Paul in February.
Senator Rand Paul (R-KY) discusses his class action lawsuit against U.S. President Barack Obama over NSA spying revelations, after filing the suit along with FreedomWorks President Matt Kibbe (R), at the U.S. District Court in Washington February 12, 2014. REUTERS/Jim Bourg

Politico reports that Senator Rand Paul, a Republican from Kentucky who is expected to become a presidential hopeful in 2016, told conservatives at an event on Tuesday that the GOP needed to “get beyond deportation” in order to broaden its appeal among Hispanic voters. “The bottom line is the Hispanic community, the Latino community, is not going to care until we get beyond this issue,” he said. “They’re not going to care whether we go to the same church or have the same values or believe in the same kind of future of our country until we get beyond that.”
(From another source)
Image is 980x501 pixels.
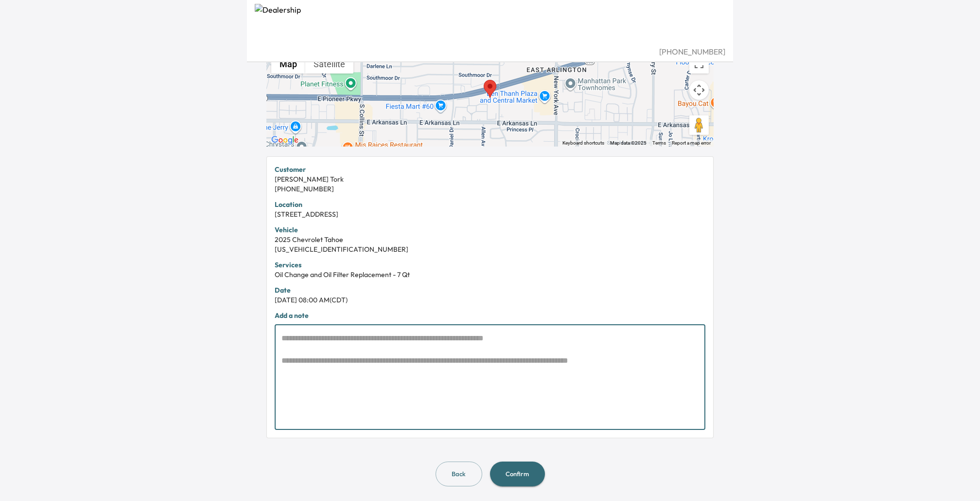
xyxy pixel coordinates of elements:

Paul voted against the comprehensive immigration reform bill which passed the Senate last June after failing to garner support for a slew of amendments. Among them were proposals which would have lifted all caps on guest workers and cut out the bill’s path to citizenship for undocumented immigrants already living in the US, instead routing them into the heavily backlogged usual channels for green cards and citizenship. In February 2013, he published an op-ed in the Washington Times arguing for ramped-up border-control measures of the sort called for by the Senate bill’s $46 billion “border surge” amendment.

But in Paul’s version of immigration legislation, he wrote, not only would “Border Security, including drones, satellite, and physical barriers, vigilant deportation of criminals and increased patrols … begin immediately,” but his plan would mandate that Congress approve of progress on border security before undocumented immigrants could benefit from other reforms.

The Kentucky senator added on Tuesday that he believed Congress could still pass immigration reform this year even after House Republican leaders backed off of it early in 2014 amid reluctance -- and sometimes outright antipathy -- from much of the party’s rank-and-file. Paul pointed to the expansion of work and high-tech visas as one possible area where an agreement could be negotiated by Republicans and Democrats. “I think there could still be something done this year,” he said.